When launching coroutines from Activities, Fragments or Android Architecture Components ViewModels, it makes total sense to use a coroutine scope that is bound to the lifecycle of that view component in order to avoid leaks and free resources by e.g. canceling the network request when the user leaves the screen.
But there are other situations, where you don't want to cancel a coroutine even when the user leaves the screen like when you are performing a network request for analytics or writing into a database. Is it OK to launch coroutines with GlobalScope in such situations? The objects where these coroutines are launched are mostly Singletons, so they live for the lifetime of the application anyway, so there is no danger of leaks, right?
The Kotlin docs are pretty clear on GlobalScope:
Application code usually should use an application-defined CoroutineScope. Using async or launch on the instance of GlobalScope is highly discouraged.
Is it OK to use GlobalScope in these situations? If not, how should my application-defined CoroutineScope look like?
If you have an asynchronous worker whose lifecycles is truly global (they only die/end when your process dies), using GlobalScope or a similar life-long scope, is fine.
Say, you have an Activity that makes a request, but the actual network-request needs to continue even if the Activity goes away, because you'd like to cache it when the network finally returns a response.
You'll add a CoroutineScope to your Activity/Fragment, or better to your ViewModel and have your code that finally puts stuff on the screen run in that scope. When the Activity/Fragment/ViewModel dies, the scope is canceled and nothing will be attempted to show something on a screen that no longer exists.

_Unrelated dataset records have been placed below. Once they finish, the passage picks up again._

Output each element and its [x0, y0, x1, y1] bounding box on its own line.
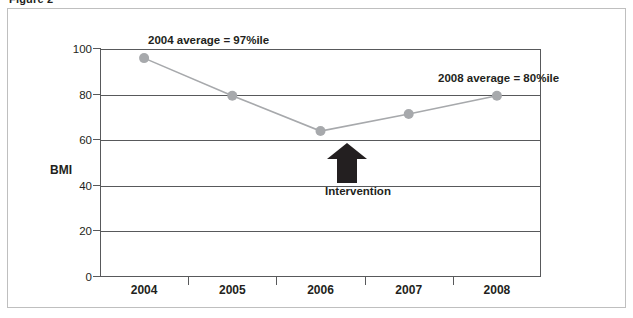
data-point-marker	[492, 91, 502, 101]
y-tick-label: 60	[79, 134, 92, 146]
x-tick-label: 2005	[188, 283, 276, 301]
y-tick-label: 40	[79, 180, 92, 192]
annotation-2004-average: 2004 average = 97%ile	[148, 34, 269, 46]
data-point-marker	[227, 91, 237, 101]
intervention-label: Intervention	[308, 185, 408, 197]
x-tick-label: 2006	[276, 283, 364, 301]
x-axis-labels: 20042005200620072008	[100, 283, 541, 301]
data-point-marker	[139, 53, 149, 63]
x-tick-label: 2008	[453, 283, 541, 301]
y-axis-title: BMI	[50, 163, 72, 177]
figure-caption: Figure 2	[9, 0, 53, 5]
x-tick-label: 2004	[100, 283, 188, 301]
y-tick-label: 100	[73, 43, 92, 55]
x-tick-label: 2007	[365, 283, 453, 301]
bmi-line-chart: 100806040200 BMI Intervention 2004200520…	[8, 9, 627, 309]
annotation-2008-average: 2008 average = 80%ile	[438, 72, 559, 84]
y-tick-label: 0	[86, 271, 92, 283]
data-point-marker	[316, 126, 326, 136]
data-point-marker	[404, 109, 414, 119]
series-line	[144, 58, 497, 131]
intervention-arrow-icon	[326, 142, 368, 184]
y-tick-label: 20	[79, 225, 92, 237]
y-tick-label: 80	[79, 89, 92, 101]
figure-panel: 100806040200 BMI Intervention 2004200520…	[7, 8, 626, 308]
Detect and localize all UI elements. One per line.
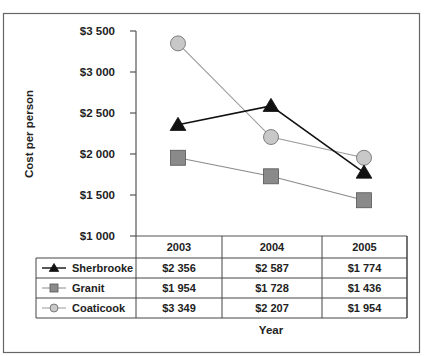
legend-marker-circle-icon bbox=[50, 304, 58, 312]
data-point-coaticook bbox=[264, 130, 279, 145]
data-point-granit bbox=[357, 193, 372, 208]
data-point-granit bbox=[171, 150, 186, 165]
table-cell: $1 436 bbox=[348, 282, 382, 294]
table-cell: $1 954 bbox=[162, 282, 197, 294]
table-cell: $1 774 bbox=[348, 262, 383, 274]
y-tick-label: $2 500 bbox=[80, 107, 115, 119]
legend-label: Sherbrooke bbox=[72, 262, 133, 274]
legend-label: Granit bbox=[72, 282, 105, 294]
y-tick-label: $3 500 bbox=[80, 25, 115, 37]
table-cell: $1 954 bbox=[348, 302, 383, 314]
y-axis-label: Cost per person bbox=[23, 90, 35, 178]
table-cell: $3 349 bbox=[162, 302, 196, 314]
table-header-2004: 2004 bbox=[260, 241, 285, 253]
y-tick-label: $1 000 bbox=[80, 230, 115, 242]
legend-marker-square-icon bbox=[50, 284, 58, 292]
table-cell: $2 356 bbox=[162, 262, 196, 274]
chart: $1 000$1 500$2 000$2 500$3 000$3 500 Cos… bbox=[0, 0, 424, 356]
table-cell: $1 728 bbox=[255, 282, 289, 294]
x-axis-label: Year bbox=[259, 324, 284, 336]
y-tick-label: $2 000 bbox=[80, 148, 115, 160]
y-tick-label: $3 000 bbox=[80, 66, 115, 78]
data-point-granit bbox=[264, 169, 279, 184]
table-header-2005: 2005 bbox=[352, 241, 376, 253]
y-tick-label: $1 500 bbox=[80, 189, 115, 201]
table-header-2003: 2003 bbox=[167, 241, 191, 253]
data-point-coaticook bbox=[171, 36, 186, 51]
table-cell: $2 207 bbox=[255, 302, 289, 314]
table-cell: $2 587 bbox=[255, 262, 289, 274]
legend-label: Coaticook bbox=[72, 302, 126, 314]
data-point-coaticook bbox=[357, 150, 372, 165]
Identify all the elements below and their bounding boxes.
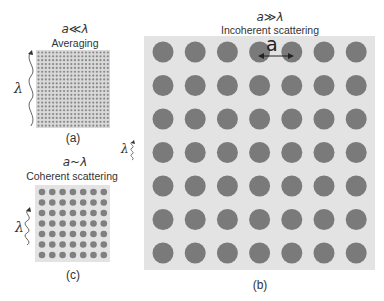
panel-c-caption: (c) xyxy=(55,268,91,282)
spacing-label: a xyxy=(266,33,278,55)
panel-a-caption: (a) xyxy=(55,131,91,145)
panel-a-lambda: λ xyxy=(14,80,23,96)
panel-b-lambda: λ xyxy=(121,142,129,156)
panel-c-condition: a~λ xyxy=(40,155,110,169)
panel-c-title: Coherent scattering xyxy=(20,170,124,182)
panel-b-dots xyxy=(144,36,375,270)
panel-b-grid xyxy=(144,36,375,270)
panel-b-caption: (b) xyxy=(240,278,280,292)
panel-a-dots xyxy=(36,50,110,128)
panel-c-dots xyxy=(35,185,110,262)
panel-b-condition: a≫λ xyxy=(220,10,320,24)
panel-a-condition: a≪λ xyxy=(40,22,110,36)
panel-a-title: Averaging xyxy=(40,37,110,49)
panel-a-grid xyxy=(36,50,110,128)
panel-c-grid xyxy=(35,185,110,262)
panel-c-lambda: λ xyxy=(15,219,24,235)
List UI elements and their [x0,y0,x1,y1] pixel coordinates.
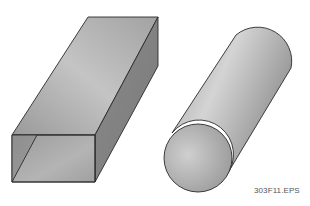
figure-canvas [0,0,310,206]
figure-caption: 303F11.EPS [254,186,300,195]
cylinder-end-cap [164,124,232,192]
cylinder [164,27,292,192]
rectangular-box [12,17,158,182]
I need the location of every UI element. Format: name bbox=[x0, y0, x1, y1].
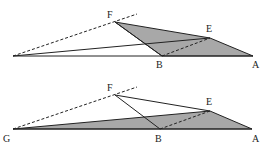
label-g: G bbox=[3, 133, 10, 144]
label-e: E bbox=[206, 96, 212, 107]
label-b: B bbox=[155, 133, 162, 144]
shaded-triangle bbox=[13, 111, 252, 129]
figure-bottom: F E G B A bbox=[3, 82, 260, 144]
label-f: F bbox=[107, 82, 113, 93]
dashed-upper bbox=[13, 14, 137, 56]
label-b: B bbox=[156, 59, 163, 70]
label-e: E bbox=[206, 23, 212, 34]
geometry-diagram: F E B A F E G B A bbox=[0, 0, 265, 152]
line-fe bbox=[115, 95, 210, 111]
label-a: A bbox=[252, 59, 260, 70]
figure-top: F E B A bbox=[13, 9, 260, 70]
label-a: A bbox=[252, 133, 260, 144]
label-f: F bbox=[107, 9, 113, 20]
shaded-quadrilateral bbox=[115, 22, 253, 56]
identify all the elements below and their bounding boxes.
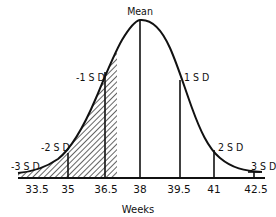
x-tick-label: 38 [133,183,146,195]
shaded-region [18,42,122,178]
mean-label: Mean [127,5,153,17]
x-tick-label: 42.5 [244,183,267,195]
sd-label-minus2: -2 S D [41,141,70,153]
sd-label-plus3: 3 S D [251,160,276,172]
x-tick-label: 36.5 [94,183,117,195]
sd-label-minus1: -1 S D [76,71,105,83]
x-tick-label: 35 [61,183,74,195]
normal-distribution-chart: Mean -1 S D 1 S D -2 S D 2 S D -3 S D 3 … [0,0,276,217]
x-tick-label: 39.5 [167,183,190,195]
x-axis-title: Weeks [122,204,155,215]
sd-label-plus2: 2 S D [218,141,243,153]
x-tick-label: 41 [207,183,220,195]
sd-label-plus1: 1 S D [184,71,209,83]
sd-label-minus3: -3 S D [11,160,40,172]
x-tick-label: 33.5 [25,183,48,195]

However, your Fragment/Activity/ViewModel may talk to a data-source/repository that has a lifecycle that only ends when the process dies. You can switch to a GlobalScope in there so that your network-responses get cached, even when no Activity/Fragment/ViewModel is alive to show the result on the screen.
class MyViewModel(context: CoroutineContext, repo: MyRepository) : ViewModel() {
private val scope = CoroutineScope(context + SuperviserJob())
override fun onCleared() { scope.cancel() }
fun getDataFromNetwork() {
scope.launch {
myLiveData.value = repo.getDataFromNetwork()
}
}
}
// Singleton class
class MyRepositoryImpl(context: CoroutineContext) : MyRepository {
private val scope = CoroutineScope(context + SupervisorJob())
override suspend fun getDataFromNetwork() : String {
return scope.async { // switch scopes
val data = ... fetch data ...
saveInCache(data)
}.await()
}
}
When your ViewModel ends (onCleared is called), the MyRepositoryImpl's getDataFromNetwork still keeps running and will call saveInCache if all goes right. However, the value returned won't be assigned to myLiveData.value because the coroutine of your ViewModel's scope was cancelled.
Given that you're already trying to attach it to application's lifecycle, I'd suggest either passing the scope to your singleton or implementing a coroutinescope by it. Unfortunately, running coroutines on GlobalScope still might end in leaks.